Some Background
Originally, Rust switched from readdir(3) to readdir_r(3) for thread safety. But readdir_r(3) has some problems, then they changed it back:
- Linux and Android: fs: Use readdir() instead of readdir_r() on Linux and Android
- Fuchsia: Switch Fuchsia to readdir (instead of readdir_r)
- ...
So, in the current implementation, they use readdir(3) on most POSIX platforms
#[cfg(any(
target_os = "android",
target_os = "linux",
target_os = "solaris",
target_os = "fuchsia",
target_os = "redox",
target_os = "illumos"
))]
fn next(&mut self) -> Option<io::Result<DirEntry>> {
unsafe {
loop {
// As of POSIX.1-2017, readdir() is not required to be thread safe; only
// readdir_r() is. However, readdir_r() cannot correctly handle platforms
// with unlimited or variable NAME_MAX. Many modern platforms guarantee
// thread safety for readdir() as long an individual DIR* is not accessed
// concurrently, which is sufficient for Rust.
super::os::set_errno(0);
let entry_ptr = readdir64(self.inner.dirp.0);
Thread issue of readdir(3)
The problem of readdir(3) is that its return value (struct dirent *) is a pointer pointing to the internal buffer of the directory stream (DIR), thus can be overwritten by the following readdir(3) calls. So if we have a DIR stream, and share it with multiple threads, with all threads calling readdir(3), a race condition may happen.

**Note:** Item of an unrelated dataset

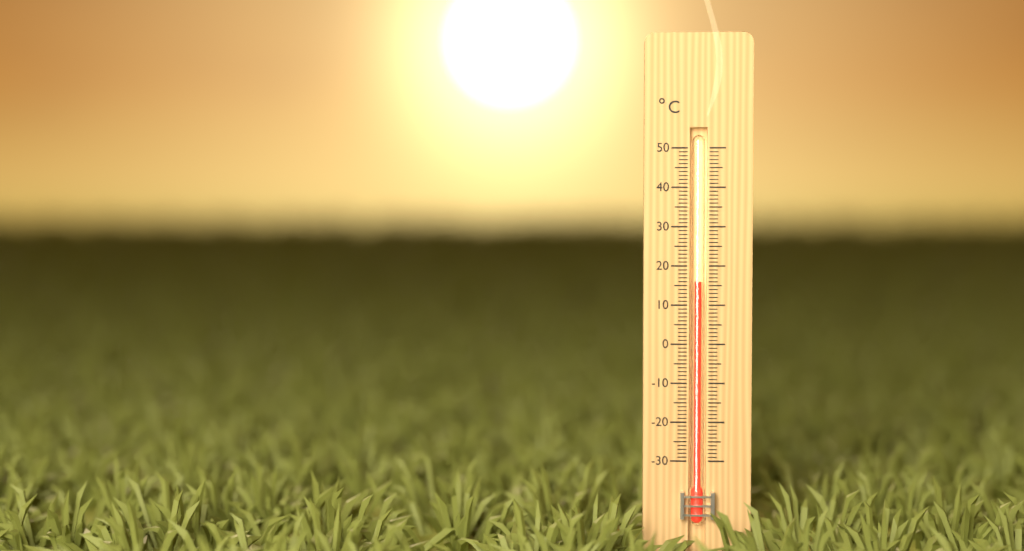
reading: 16 °C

If we want to safely handle this, an external synchronization is needed.
My question
Then I am curious about what Rust did to avoid such issues. Well, it seems that they just call readdir(3), memcpy the return value to their caller-allocated buffer, and then return. But this function is not marked as unsafe, this makes me confused.

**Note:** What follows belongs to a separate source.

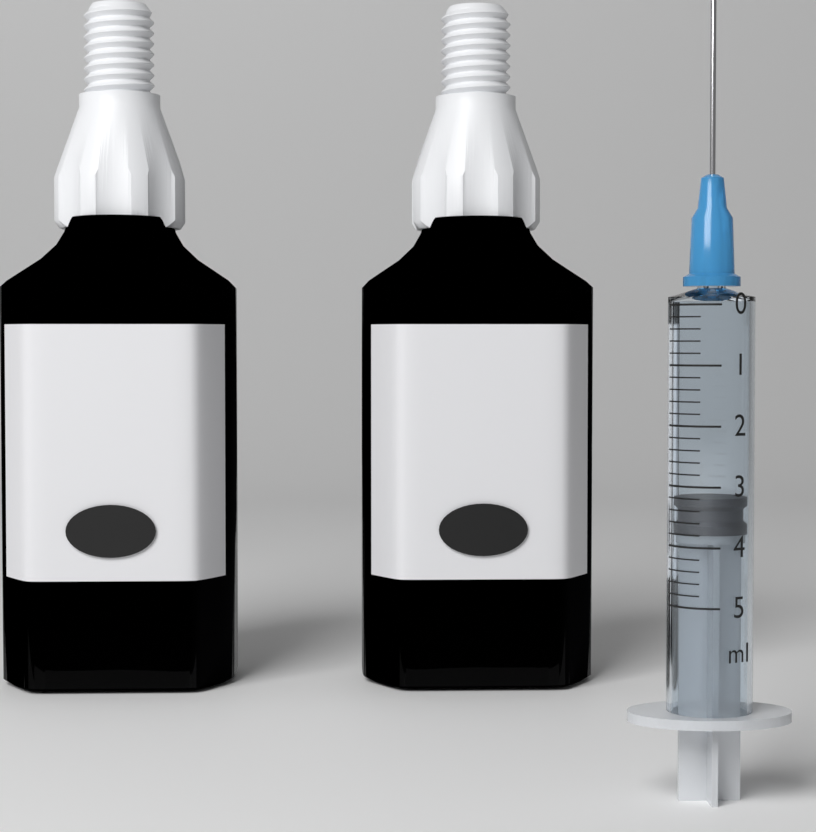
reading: 3.2 ml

So my question is why is it safe to call fs::read_dir() in multi-threaded programs?
There is a comment stating that it is safe to use it in Rust without extra external synchronization, but I didn't get it...

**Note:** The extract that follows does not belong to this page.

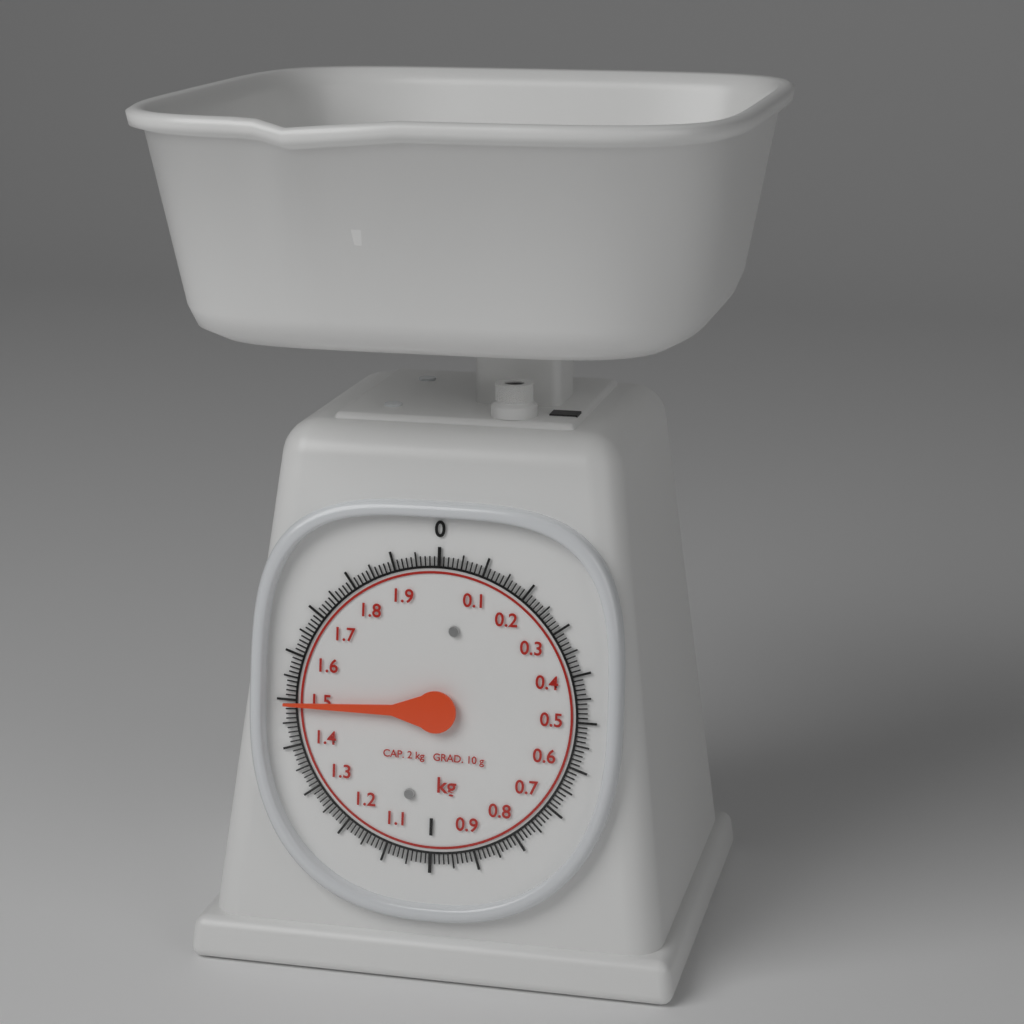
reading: 1.49 kg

It requires external synchronization if a particular directory stream may be shared among threads, but I believe we avoid that naturally from the lack of
&mutaliasing.DirisSync, but onlyReadDiraccesses it, and only from its mutableIteratorimplementation.
CodePudding user response:
readdir is not safe when called from multiple threads with the same DIR* dirp parameter (i.e. with the same self.inner.dirp.0 in the Rust case) but it may be called safely with different dirps. Since calling ReadDir::next requires a &mut self, it is guaranteed that nobody else can call it from another thread at the same time on the same ReadDir instance, and so it is safe.